Naẓar, literally ‘vision’, is a unique Arabic-Islamic term/concept that offers an analytical framework for exploring the ways in which Islamic visual culture and aesthetic sensibility have been shaped by common conceptual tools and moral parameters. It intertwines the act of ‘seeing’ with the act of ‘reflecting’, thereby bringing the visual and cognitive functions into a complex relationship. Within the folds of this multifaceted relationship lies an entangled web of religious ideas, moral values, aesthetic preferences, scientific precepts, and socio-cultural understandings that underlie the intricacy of one’s personal belief. Peering through the lens of naẓar, the studies presented in this volume unravel aspects of these entanglements to provide new understandings of how vision, belief, and perception shape the rich Islamic visual culture.

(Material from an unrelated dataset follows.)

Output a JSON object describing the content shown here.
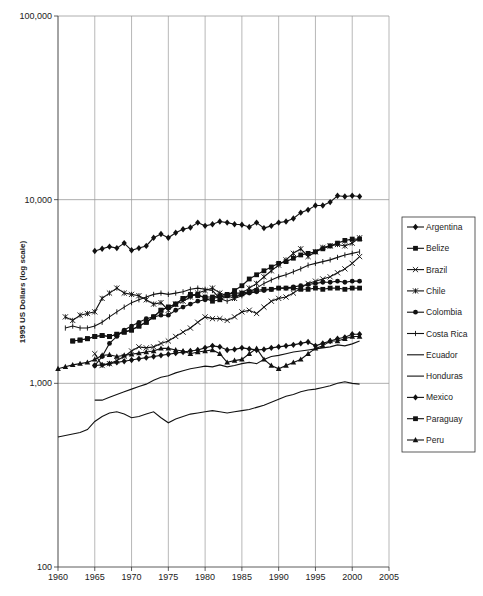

Contributors: Samer Akkach, James Bennett, Sushma Griffin, Stephen Hirtenstein, Virginia Hooker, Sakina Nomanbhoy, Shaha Parpia, Ellen Philpott-Teo, Wendy M.K. Shaw.
Contributors: Samer Akkach, James Bennett, Sushma Griffin, Stephen Hirtenstein, Virginia Hooker, Sakina Nomanbhoy, Shaha Parpia, Ellen Philpott-Teo, Wendy M.K. Shaw.
Price: $125.00
Pages: 318
Publisher: Brill
Imprint: Brill
Series: Islamic History and Civilization
Publication Date:
09 December 2021
ISBN: 9789004499478
Format: Hardcover
Samer Akkach, Ph.D (1992), FAHA, is Professor of architectural history and theory and Founding Director of the Centre for Asian and Middle Eastern Architecture (CAMEA) at the University of Adelaide. His many works on Islamic intellectual history include ʿIlm: Science, Religion, and Art in Islam (UAP 2019).